We were, we are, and we shall.

Fifty years of the India's first Adivasi massacre Rupaspur-Chandwa  

Rupaspur-Chandwa (1971-2021) between Constrained
Democracy and Silent Literature

50 years ago, on 22 November 1971, the first Adivasi massacre took place over the question of land in the village of Rupaspur-Chandwa in Purnia district of undivided Bihar-Jharkhand.

In this massacre, the private army of landlords had indiscriminately fired bullets at Santal Tola located in Rupaspur-Chandwa village of Dhamdaha block and set the entire village on fire. In this brutal massacre, 14 Adivasi Santals were burnt alive which included women and children.














The country's first visual storyteller workshop focused on the understanding and production techniques of cinema from a tribal perspective was organized by Jharkhandi Bhasha Sahitya Sanskriti Akhara from 23 to 30 June 2019 in Ranchi. The objective of the Visual Storyteller Workshop was to acquaint the youth with all forms of visual storytelling, not just film. The idea was to broaden the youth's understanding of the politics and beauty of art and cinema because every word, every visual and every frame is politics.

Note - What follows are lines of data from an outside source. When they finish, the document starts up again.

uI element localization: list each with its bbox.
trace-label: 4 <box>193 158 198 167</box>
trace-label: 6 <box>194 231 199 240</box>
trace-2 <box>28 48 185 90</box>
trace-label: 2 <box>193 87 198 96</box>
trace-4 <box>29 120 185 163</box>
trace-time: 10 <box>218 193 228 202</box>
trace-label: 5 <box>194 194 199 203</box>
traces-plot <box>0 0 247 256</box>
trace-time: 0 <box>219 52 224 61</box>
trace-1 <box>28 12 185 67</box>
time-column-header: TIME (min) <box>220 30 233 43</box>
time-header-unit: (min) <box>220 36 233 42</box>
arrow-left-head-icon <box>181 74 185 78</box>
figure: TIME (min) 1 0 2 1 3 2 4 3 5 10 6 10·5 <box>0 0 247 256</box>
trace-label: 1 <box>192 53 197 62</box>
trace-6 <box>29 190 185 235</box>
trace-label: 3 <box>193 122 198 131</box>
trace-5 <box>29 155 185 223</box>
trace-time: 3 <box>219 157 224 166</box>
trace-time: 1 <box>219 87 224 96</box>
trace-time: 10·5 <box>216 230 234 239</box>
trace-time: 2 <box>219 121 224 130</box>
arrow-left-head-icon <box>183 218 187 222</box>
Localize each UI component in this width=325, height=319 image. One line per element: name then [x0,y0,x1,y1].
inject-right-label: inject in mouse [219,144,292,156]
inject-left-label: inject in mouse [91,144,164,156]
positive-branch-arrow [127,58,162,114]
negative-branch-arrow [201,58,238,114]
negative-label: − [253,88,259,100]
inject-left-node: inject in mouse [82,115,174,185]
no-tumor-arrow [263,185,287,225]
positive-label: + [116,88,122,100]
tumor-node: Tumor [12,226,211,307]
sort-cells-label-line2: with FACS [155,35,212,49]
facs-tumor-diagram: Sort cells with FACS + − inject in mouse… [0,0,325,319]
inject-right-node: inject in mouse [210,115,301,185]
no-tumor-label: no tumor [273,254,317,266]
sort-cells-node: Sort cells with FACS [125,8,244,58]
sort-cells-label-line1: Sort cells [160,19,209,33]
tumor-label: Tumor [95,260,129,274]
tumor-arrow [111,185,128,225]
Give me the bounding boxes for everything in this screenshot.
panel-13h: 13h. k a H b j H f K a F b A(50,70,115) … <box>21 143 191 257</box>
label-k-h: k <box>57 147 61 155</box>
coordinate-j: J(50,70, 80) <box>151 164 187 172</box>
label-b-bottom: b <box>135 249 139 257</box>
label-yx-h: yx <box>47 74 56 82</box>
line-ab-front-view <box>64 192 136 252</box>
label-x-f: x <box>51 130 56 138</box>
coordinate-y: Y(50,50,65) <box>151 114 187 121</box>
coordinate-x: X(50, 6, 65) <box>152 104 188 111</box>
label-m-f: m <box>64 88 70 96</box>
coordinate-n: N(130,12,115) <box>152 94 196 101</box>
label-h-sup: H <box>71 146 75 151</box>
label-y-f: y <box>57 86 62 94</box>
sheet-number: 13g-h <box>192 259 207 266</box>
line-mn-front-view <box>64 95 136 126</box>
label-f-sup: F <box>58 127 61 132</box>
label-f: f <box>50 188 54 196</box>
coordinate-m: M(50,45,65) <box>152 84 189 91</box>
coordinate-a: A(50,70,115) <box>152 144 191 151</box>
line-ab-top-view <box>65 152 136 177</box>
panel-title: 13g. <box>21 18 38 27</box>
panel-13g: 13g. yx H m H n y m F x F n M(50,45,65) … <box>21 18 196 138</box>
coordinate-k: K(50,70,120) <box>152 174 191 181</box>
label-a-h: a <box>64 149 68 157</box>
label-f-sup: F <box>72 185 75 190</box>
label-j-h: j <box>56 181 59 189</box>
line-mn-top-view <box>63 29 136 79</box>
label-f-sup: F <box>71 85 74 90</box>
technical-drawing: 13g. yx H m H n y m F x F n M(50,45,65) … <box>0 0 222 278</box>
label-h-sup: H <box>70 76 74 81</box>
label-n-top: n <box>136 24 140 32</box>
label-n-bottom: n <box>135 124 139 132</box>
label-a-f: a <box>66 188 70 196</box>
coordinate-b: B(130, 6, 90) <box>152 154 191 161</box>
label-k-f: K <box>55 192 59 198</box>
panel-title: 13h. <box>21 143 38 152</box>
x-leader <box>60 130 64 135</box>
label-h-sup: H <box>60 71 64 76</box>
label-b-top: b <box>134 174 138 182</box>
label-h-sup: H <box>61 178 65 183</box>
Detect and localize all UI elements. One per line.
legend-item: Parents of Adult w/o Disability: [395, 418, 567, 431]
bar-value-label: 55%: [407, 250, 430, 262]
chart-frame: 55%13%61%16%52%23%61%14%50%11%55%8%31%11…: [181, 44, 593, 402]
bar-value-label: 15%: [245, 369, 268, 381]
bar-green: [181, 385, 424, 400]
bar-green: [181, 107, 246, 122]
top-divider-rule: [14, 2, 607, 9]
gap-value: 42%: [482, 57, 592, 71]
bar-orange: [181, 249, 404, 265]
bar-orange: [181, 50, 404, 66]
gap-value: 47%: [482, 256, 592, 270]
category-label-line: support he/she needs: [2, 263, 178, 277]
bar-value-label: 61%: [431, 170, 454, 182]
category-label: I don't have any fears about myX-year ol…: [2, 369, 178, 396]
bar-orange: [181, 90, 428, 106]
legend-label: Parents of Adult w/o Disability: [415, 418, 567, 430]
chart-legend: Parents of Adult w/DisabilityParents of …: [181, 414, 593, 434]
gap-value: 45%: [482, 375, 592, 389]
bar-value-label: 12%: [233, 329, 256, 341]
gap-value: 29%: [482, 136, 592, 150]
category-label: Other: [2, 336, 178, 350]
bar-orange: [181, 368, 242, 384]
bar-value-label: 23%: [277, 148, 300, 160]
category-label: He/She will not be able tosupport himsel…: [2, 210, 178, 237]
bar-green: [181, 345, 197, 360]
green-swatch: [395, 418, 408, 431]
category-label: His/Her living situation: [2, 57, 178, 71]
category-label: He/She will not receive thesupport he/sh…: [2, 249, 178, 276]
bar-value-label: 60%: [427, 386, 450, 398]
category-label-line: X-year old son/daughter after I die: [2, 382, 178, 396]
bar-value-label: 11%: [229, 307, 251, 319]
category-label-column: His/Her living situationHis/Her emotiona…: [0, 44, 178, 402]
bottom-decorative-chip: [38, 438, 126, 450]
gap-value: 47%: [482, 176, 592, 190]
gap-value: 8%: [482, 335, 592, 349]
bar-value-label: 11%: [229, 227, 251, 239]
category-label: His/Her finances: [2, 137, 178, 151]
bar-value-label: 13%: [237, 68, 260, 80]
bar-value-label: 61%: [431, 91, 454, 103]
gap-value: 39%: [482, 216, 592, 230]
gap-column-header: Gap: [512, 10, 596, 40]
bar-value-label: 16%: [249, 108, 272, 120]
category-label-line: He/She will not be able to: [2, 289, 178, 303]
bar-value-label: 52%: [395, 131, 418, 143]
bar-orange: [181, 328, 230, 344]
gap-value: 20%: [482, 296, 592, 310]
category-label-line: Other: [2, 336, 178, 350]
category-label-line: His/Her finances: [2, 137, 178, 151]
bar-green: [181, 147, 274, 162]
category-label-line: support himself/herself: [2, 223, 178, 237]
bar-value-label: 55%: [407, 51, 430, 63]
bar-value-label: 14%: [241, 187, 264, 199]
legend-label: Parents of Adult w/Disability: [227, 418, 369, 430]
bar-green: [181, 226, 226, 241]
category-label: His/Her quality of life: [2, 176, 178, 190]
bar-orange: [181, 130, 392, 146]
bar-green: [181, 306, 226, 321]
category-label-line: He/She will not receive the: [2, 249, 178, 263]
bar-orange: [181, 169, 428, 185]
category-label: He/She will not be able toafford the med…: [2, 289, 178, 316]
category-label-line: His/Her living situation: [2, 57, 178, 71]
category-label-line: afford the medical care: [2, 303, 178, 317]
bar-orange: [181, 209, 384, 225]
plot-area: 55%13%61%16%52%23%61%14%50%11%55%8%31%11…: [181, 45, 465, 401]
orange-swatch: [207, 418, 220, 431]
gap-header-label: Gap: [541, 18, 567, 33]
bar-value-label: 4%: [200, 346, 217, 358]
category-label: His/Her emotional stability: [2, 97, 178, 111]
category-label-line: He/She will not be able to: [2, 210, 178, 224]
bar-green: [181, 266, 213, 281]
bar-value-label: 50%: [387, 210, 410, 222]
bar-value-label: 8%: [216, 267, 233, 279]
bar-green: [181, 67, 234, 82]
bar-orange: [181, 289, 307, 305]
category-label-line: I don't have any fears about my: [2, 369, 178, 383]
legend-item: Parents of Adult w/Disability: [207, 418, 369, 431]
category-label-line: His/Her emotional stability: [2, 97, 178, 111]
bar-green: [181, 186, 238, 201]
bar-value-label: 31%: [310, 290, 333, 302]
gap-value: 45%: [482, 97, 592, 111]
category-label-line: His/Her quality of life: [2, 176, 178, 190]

The purpose of this program is to learn Adivasi worldview and aestheticism, to understand and to share with the community, especially the youth and the new generation. This program has been conceived as a five-day residential teaching-training workshop. In which the young participants and elders will share their knowledge and experiences with each other in the affinity of the community and nature. The main aspects of this program are: What is Adivasi way and how it looks at itself as well as in all aspects of planet, how it behaves with them, how to interpret mutual relationships and coexistence.